Oh how I feel like myself again this morning, readying
photos for this post! Feels good. Finally, I am blogging again. And
blogging, despite its airy quality, is amazingly grounding for me. Slowly,
slowly, I am arriving in my own life again, namely in my routine, rather than living the
whirlwind of home repair, festivities, holidays, socializing and kids home from
school.

I want to capture a perfect day with this photo essay – specifically, last Sunday, spent at our country property in northwestern Indiana.

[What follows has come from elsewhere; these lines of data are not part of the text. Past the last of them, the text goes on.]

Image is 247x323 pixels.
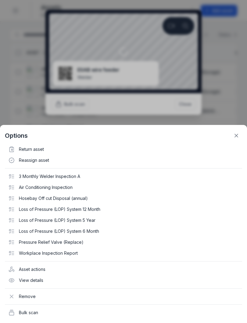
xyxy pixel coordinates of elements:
div: Asset actions [5,264,242,275]
div: View details [5,275,242,286]
div: Workplace Inspection Report [5,248,242,259]
div: Loss of Pressure (LOP) System 6 Month [5,226,242,237]
div: 3 Monthly Welder Inspection A [5,171,242,182]
div: Reassign asset [5,155,242,166]
div: Loss of Pressure (LOP) System 5 Year [5,215,242,226]
strong: Options [5,132,28,140]
div: Loss of Pressure (LOP) System 12 Month [5,204,242,215]
div: Bulk scan [5,308,242,319]
div: Hosebay Off cut Disposal (annual) [5,193,242,204]
div: Pressure Relief Valve (Replace) [5,237,242,248]
div: Return asset [5,144,242,155]
div: Air Conditioning Inspection [5,182,242,193]
div: Remove [5,291,242,302]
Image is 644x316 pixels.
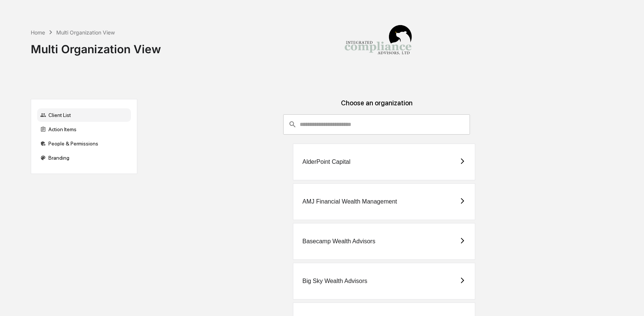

One day before the autumn equinox, it was blissfully warm, much warmer and sunnier than I had expected.

 

 

It was even warm enough to spread the blanket and fulfill one of summer’s commands: Lie flat on the ground and look up into the sky.

 

 

The sun burns my eyelids. Behind them, the world glimmers a
hot whitish pink. When I open my eyes, I look into the trees, still lush and
green.

Life is tremendously good when it is like this – savoring the last hot rays of the sun before it dips behind the trees. The scent of a wood burning fire is in the air; the crickets chirp, and a breeze swooshes the leaves. A train honks in the distance.

 

 

Bznn, a fly zooms by.
Zrr, zrr, crickets talk to each other.
Zhh, zhh, I don’t even know what animals that is.
Tok, tok, was that a woodpecker?
Boing, plop – an acorn drops.
Crack, snap, who is in the woods?
Is someone coming?
My son, or a deer?

 

 

Later, the shadows grow longer but I still have a spot in the sun.

 

The sun warms my toes.

 

 

The high grasses by the pond, straw-colored now and backlit by the sun.
You can see – fall is coming.
How I love the smell of burning wood! Summer’s clean up is in progress, and in the country, that means wood fires smoldering in fields here and there where summer’s debris has piled up.
My son tends to our own little fire for fixing “dinner” – utilizing the twigs and broken branches I gathered.
Why are the simplest meals the best? The sausage roasted over the open fire, the pita toasted on a hot brick. The charred sausage eaten right off the stick, and the pita warm in my hands, that is heaven.